Brianna, a Bikini competitor, is my third and final IFBB pro as of this writing. And let me tell you, she’s not the stereotypical “cardio bunny” who does nothing but some lame plyos, possibly some lateral raises with 5-pound dumbbells and, of course, posts endlessly on social media. No, our Bikini girls do it a little differently. I knew this as soon as Brianna sent me a video of her free squatting 225 pounds for six reps, which she followed up by telling me that her goal was to rep 250 pounds before she started prep. “She squats.” No really, Brianna does. And the LEGITIMATE “booty gains” will be displayed this year at her pro debut in November. She has already given me some candid previews, with a gluteus maximus that has apparently doubled in size over the last seven months since turning pro.
These women approach their training like warriors, with intelligent nutritional programming to match. The Spartan Diet consists of bland chicken breasts and even blander egg whites. Donna and Felecia — along with the majority of my amateur competitors — get the occasional treat of Divine Nutrition whey isolate. Thank the gods above for cinnamon bun, vanilla peanut butter and caramel corn, which often provide the only delicious meal of the day when deep in contest prep. And despite the broscience anti-shake front, our competitors include protein shakes in their contest prep right up until a few days before the show.
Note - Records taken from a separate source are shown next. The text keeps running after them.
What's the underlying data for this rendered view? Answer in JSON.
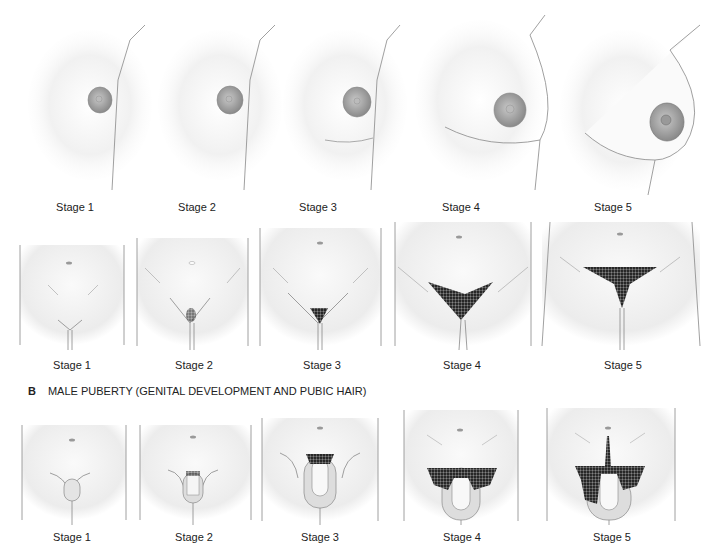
{
  "section_a": {
    "breast_row": {
      "figures": [
        {
          "label": "Stage 1"
        },
        {
          "label": "Stage 2"
        },
        {
          "label": "Stage 3"
        },
        {
          "label": "Stage 4"
        },
        {
          "label": "Stage 5"
        }
      ]
    },
    "pubic_row": {
      "figures": [
        {
          "label": "Stage 1"
        },
        {
          "label": "Stage 2"
        },
        {
          "label": "Stage 3"
        },
        {
          "label": "Stage 4"
        },
        {
          "label": "Stage 5"
        }
      ]
    }
  },
  "section_b": {
    "letter": "B",
    "title": "MALE PUBERTY (GENITAL DEVELOPMENT AND PUBIC HAIR)",
    "figures": [
      {
        "label": "Stage 1"
      },
      {
        "label": "Stage 2"
      },
      {
        "label": "Stage 3"
      },
      {
        "label": "Stage 4"
      },
      {
        "label": "Stage 5"
      }
    ]
  },
  "colors": {
    "skin_shadow": "#d9d9d9",
    "outline": "#888888",
    "areola": "#9a9a9a",
    "hair": "#2a2a2a"
  }
}
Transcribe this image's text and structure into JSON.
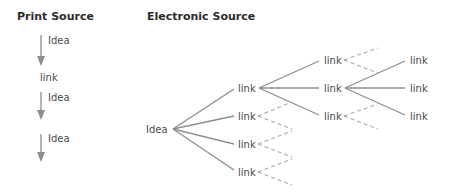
{
  "headings": {
    "print": "Print Source",
    "electronic": "Electronic Source"
  },
  "print_source": {
    "items": [
      {
        "type": "arrow",
        "label": "Idea"
      },
      {
        "type": "node",
        "label": "link"
      },
      {
        "type": "arrow",
        "label": "Idea"
      },
      {
        "type": "arrow",
        "label": "Idea"
      }
    ]
  },
  "electronic_source": {
    "root": "Idea",
    "level1": [
      "link",
      "link",
      "link",
      "link"
    ],
    "level2": [
      "link",
      "link",
      "link"
    ],
    "level3": [
      "link",
      "link",
      "link"
    ],
    "notes": "Root 'Idea' fans to 4 links; first link fans to 3 links (solid); middle level-2 link fans to 3 links (solid); other links have dashed continuation branches."
  }
}
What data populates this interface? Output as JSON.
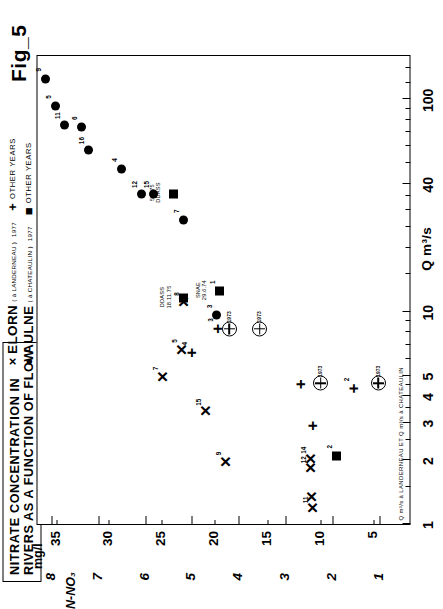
{
  "figure": {
    "label": "Fig_5"
  },
  "title_box": {
    "line1": "NITRATE CONCENTRATION IN",
    "line2": "RIVERS AS A FUNCTION OF FLOW"
  },
  "legend": {
    "rows": [
      {
        "marker": "×",
        "name": "ELORN",
        "sub": "( à  LANDERNEAU )",
        "year": "1977",
        "other_marker": "+",
        "other_label": "OTHER  YEARS"
      },
      {
        "marker": "●",
        "name": "AULNE",
        "sub": "( à  CHATEAULIN )",
        "year": "1977",
        "other_marker": "■",
        "other_label": "OTHER  YEARS"
      }
    ]
  },
  "chart_data": {
    "type": "scatter",
    "title": "NITRATE CONCENTRATION IN RIVERS AS A FUNCTION OF FLOW",
    "xlabel": "Q m³/s",
    "ylabel": "mg/l  /  N-NO₃",
    "xscale": "log",
    "xlim": [
      1,
      160
    ],
    "xticks": [
      1,
      2,
      3,
      4,
      5,
      10,
      40,
      100
    ],
    "xticklabels": [
      "1",
      "2",
      "3",
      "4",
      "5",
      "10",
      "40",
      "100"
    ],
    "x_footnote": "Q m³/s à LANDERNEAU  ET  Q m³/s à CHATEAULIN",
    "y_unit_primary": "mg/l",
    "y_unit_secondary": "N-NO₃",
    "yticks_primary": [
      35,
      30,
      25,
      20,
      15,
      10,
      5
    ],
    "yticks_secondary": [
      8,
      7,
      6,
      5,
      4,
      3,
      2,
      1
    ],
    "ylim_secondary": [
      0.35,
      8.3
    ],
    "grid": false,
    "legend_position": "top-right",
    "series": [
      {
        "name": "AULNE (à CHATEAULIN) 1977",
        "marker": "circle",
        "points": [
          {
            "label": "11",
            "q": 76,
            "n": 7.72
          },
          {
            "label": "5",
            "q": 93,
            "n": 7.92
          },
          {
            "label": "9",
            "q": 125,
            "n": 8.12
          },
          {
            "label": "6",
            "q": 74,
            "n": 7.37
          },
          {
            "label": "16",
            "q": 58,
            "n": 7.2
          },
          {
            "label": "4",
            "q": 47,
            "n": 6.5
          },
          {
            "label": "12",
            "q": 36,
            "n": 6.08
          },
          {
            "label": "15",
            "q": 36,
            "n": 5.83
          },
          {
            "label": "7",
            "q": 27,
            "n": 5.18
          },
          {
            "label": "3",
            "q": 9.6,
            "n": 4.47
          }
        ]
      },
      {
        "name": "ELORN (à LANDERNEAU) 1977",
        "marker": "cross",
        "points": [
          {
            "label": "7",
            "q": 4.9,
            "n": 5.62
          },
          {
            "label": "5",
            "q": 6.6,
            "n": 5.22
          },
          {
            "label": "8",
            "q": 11.0,
            "n": 5.18
          },
          {
            "label": "15",
            "q": 3.4,
            "n": 4.72
          },
          {
            "label": "9",
            "q": 1.95,
            "n": 4.28
          },
          {
            "label": "11",
            "q": 1.18,
            "n": 2.42
          },
          {
            "label": "",
            "q": 1.33,
            "n": 2.45
          },
          {
            "label": "12",
            "q": 1.82,
            "n": 2.47
          },
          {
            "label": "14",
            "q": 2.02,
            "n": 2.47
          }
        ]
      },
      {
        "name": "ELORN other years",
        "marker": "plus",
        "points": [
          {
            "label": "4",
            "q": 6.4,
            "n": 5.0
          },
          {
            "label": "3",
            "q": 8.3,
            "n": 4.45
          },
          {
            "label": "2",
            "q": 4.35,
            "n": 1.55
          },
          {
            "label": "",
            "q": 2.9,
            "n": 2.43
          },
          {
            "label": "",
            "q": 4.55,
            "n": 2.67
          }
        ]
      },
      {
        "name": "AULNE other years",
        "marker": "square",
        "points": [
          {
            "label": "",
            "q": 36,
            "n": 5.4,
            "annotation": "5.3.75\nDDASS"
          },
          {
            "label": "",
            "q": 11.6,
            "n": 5.18,
            "annotation": "DDASS\n18.11.75"
          },
          {
            "label": "1",
            "q": 12.5,
            "n": 4.42,
            "annotation": "SNAE\n29.6.74"
          },
          {
            "label": "2",
            "q": 2.1,
            "n": 1.9
          }
        ]
      },
      {
        "name": "ELORN 1973 (circled plus)",
        "marker": "circled-plus",
        "points": [
          {
            "label": "1973",
            "q": 8.3,
            "n": 4.2
          },
          {
            "label": "1973",
            "q": 8.3,
            "n": 3.55
          },
          {
            "label": "1973",
            "q": 4.6,
            "n": 2.25
          },
          {
            "label": "1973",
            "q": 4.6,
            "n": 1.02
          }
        ]
      }
    ]
  }
}
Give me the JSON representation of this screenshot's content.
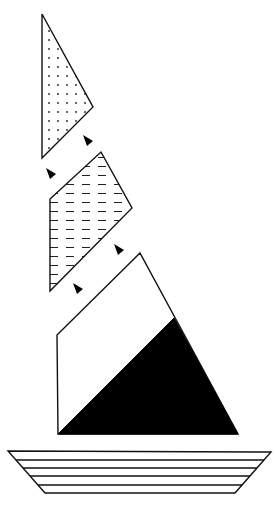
{
  "diagram": {
    "title": "Sailboat assembled from geometric pieces",
    "colors": {
      "stroke": "#111111",
      "background": "#ffffff",
      "fill_black": "#000000"
    },
    "pieces": [
      {
        "id": "top-triangle",
        "label": "Dotted triangle",
        "pattern": "dots",
        "points": "42,14 93,107 42,158"
      },
      {
        "id": "middle-quadrilateral",
        "label": "Dashed quadrilateral",
        "pattern": "dashes",
        "points": "101,152 132,208 50,291 50,199"
      },
      {
        "id": "sail",
        "label": "Main sail",
        "pattern": "none",
        "points": "140,253 238,434 58,434 57,335"
      },
      {
        "id": "sail-black-triangle",
        "label": "Black lower sail triangle",
        "pattern": "solid-black",
        "points": "174,318 238,434 58,434"
      },
      {
        "id": "hull",
        "label": "Striped hull",
        "pattern": "horizontal-stripes",
        "points": "8,451 271,452 235,493 45,493",
        "stripe_ys": [
          460,
          468,
          476,
          485
        ]
      }
    ],
    "arrows": [
      {
        "id": "arrow-1",
        "x": 88,
        "y": 141,
        "direction": "up-left"
      },
      {
        "id": "arrow-2",
        "x": 51,
        "y": 174,
        "direction": "up-left"
      },
      {
        "id": "arrow-3",
        "x": 119,
        "y": 250,
        "direction": "up-left"
      },
      {
        "id": "arrow-4",
        "x": 78,
        "y": 289,
        "direction": "up-left"
      }
    ]
  }
}
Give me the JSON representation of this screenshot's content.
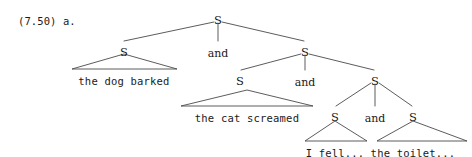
{
  "figure": {
    "example_label": "(7.50) a.",
    "type": "syntax-tree",
    "notation": "triangle-abbreviation",
    "line_color": "#4a4a4a",
    "text_color": "#1a1a1a",
    "background_color": "#ffffff"
  },
  "nodes": [
    {
      "id": "s-root",
      "label": "S",
      "x": 218,
      "y": 15,
      "kind": "node"
    },
    {
      "id": "s-l2-left",
      "label": "S",
      "x": 124,
      "y": 47,
      "kind": "node"
    },
    {
      "id": "and-l2",
      "label": "and",
      "x": 218,
      "y": 48,
      "kind": "conjunction"
    },
    {
      "id": "s-l2-right",
      "label": "S",
      "x": 305,
      "y": 47,
      "kind": "node"
    },
    {
      "id": "s-l3-left",
      "label": "S",
      "x": 240,
      "y": 76,
      "kind": "node"
    },
    {
      "id": "and-l3",
      "label": "and",
      "x": 305,
      "y": 77,
      "kind": "conjunction"
    },
    {
      "id": "s-l3-right",
      "label": "S",
      "x": 375,
      "y": 76,
      "kind": "node"
    },
    {
      "id": "s-l4-left",
      "label": "S",
      "x": 335,
      "y": 112,
      "kind": "node"
    },
    {
      "id": "and-l4",
      "label": "and",
      "x": 375,
      "y": 113,
      "kind": "conjunction"
    },
    {
      "id": "s-l4-right",
      "label": "S",
      "x": 413,
      "y": 112,
      "kind": "node"
    }
  ],
  "terminals": [
    {
      "id": "t-dog",
      "label": "the dog barked",
      "x": 124,
      "y": 76,
      "kind": "terminal"
    },
    {
      "id": "t-cat",
      "label": "the cat screamed",
      "x": 247,
      "y": 113,
      "kind": "terminal"
    },
    {
      "id": "t-fell",
      "label": "I fell...",
      "x": 335,
      "y": 148,
      "kind": "terminal"
    },
    {
      "id": "t-toilet",
      "label": "the toilet...",
      "x": 413,
      "y": 148,
      "kind": "terminal"
    }
  ],
  "branches": [
    {
      "from": "s-root",
      "to": "s-l2-left",
      "x1": 214,
      "y1": 22,
      "x2": 124,
      "y2": 41
    },
    {
      "from": "s-root",
      "to": "and-l2",
      "x1": 218,
      "y1": 23,
      "x2": 218,
      "y2": 41
    },
    {
      "from": "s-root",
      "to": "s-l2-right",
      "x1": 222,
      "y1": 22,
      "x2": 304,
      "y2": 41
    },
    {
      "from": "s-l2-right",
      "to": "s-l3-left",
      "x1": 301,
      "y1": 54,
      "x2": 241,
      "y2": 70
    },
    {
      "from": "s-l2-right",
      "to": "and-l3",
      "x1": 305,
      "y1": 55,
      "x2": 305,
      "y2": 70
    },
    {
      "from": "s-l2-right",
      "to": "s-l3-right",
      "x1": 309,
      "y1": 54,
      "x2": 374,
      "y2": 70
    },
    {
      "from": "s-l3-right",
      "to": "s-l4-left",
      "x1": 371,
      "y1": 83,
      "x2": 336,
      "y2": 106
    },
    {
      "from": "s-l3-right",
      "to": "and-l4",
      "x1": 375,
      "y1": 84,
      "x2": 375,
      "y2": 106
    },
    {
      "from": "s-l3-right",
      "to": "s-l4-right",
      "x1": 379,
      "y1": 83,
      "x2": 412,
      "y2": 106
    }
  ],
  "triangles": [
    {
      "id": "tri-dog",
      "for": "t-dog",
      "apex_x": 124,
      "apex_y": 54,
      "left_x": 72,
      "right_x": 177,
      "base_y": 69
    },
    {
      "id": "tri-cat",
      "for": "t-cat",
      "apex_x": 247,
      "apex_y": 90,
      "left_x": 181,
      "right_x": 313,
      "base_y": 106
    },
    {
      "id": "tri-fell",
      "for": "t-fell",
      "apex_x": 335,
      "apex_y": 121,
      "left_x": 305,
      "right_x": 367,
      "base_y": 141
    },
    {
      "id": "tri-toilet",
      "for": "t-toilet",
      "apex_x": 413,
      "apex_y": 121,
      "left_x": 377,
      "right_x": 467,
      "base_y": 141
    }
  ]
}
Because Divine Nutrition offers an all-natural blend with no additives, we can be confident that the product is pure and will not lead to stomach issues or any degree of subcutaneous water retention on game day, hence leading to the skin-slitting conditioning sported by Donna and Felecia.
So has the culture changed? Are women truly “empowered” in the gym these days? Well, they certainly claim they are. They certainly like to tell people they are. They certainly like to wear clothing suggesting that they are.
But on average, I just don’t see it. I still see lots and lots of scared individuals, peering out in fear, confused about how to approach things, convinced that they shouldn’t “go too hard” or “get too big,” for fear that they may be criticized.
There are many notable exceptions, of course. And I applaud my iron sisters who choose to truly push, to rip the knurl off the bar, embrace the calluses, grunt, yell and kill themselves in the gym, if that’s what it takes to push things to the next level. At Team Warrior Within, we have created and promoted a culture of always training with everything you’ve got, pushing with every ounce of being you can muster and truly chasing your greatest potential.
We don’t have the catchphrases on our shirts. What we do have are the round, bulbous, contoured bodies under those shirts that renders said catchphrases completely unnecessary.
If you’re going to insist on wearing a shirt with the phrase “She Lifts” plastered across the chest, fine. But prove it. Every. Damn. Time.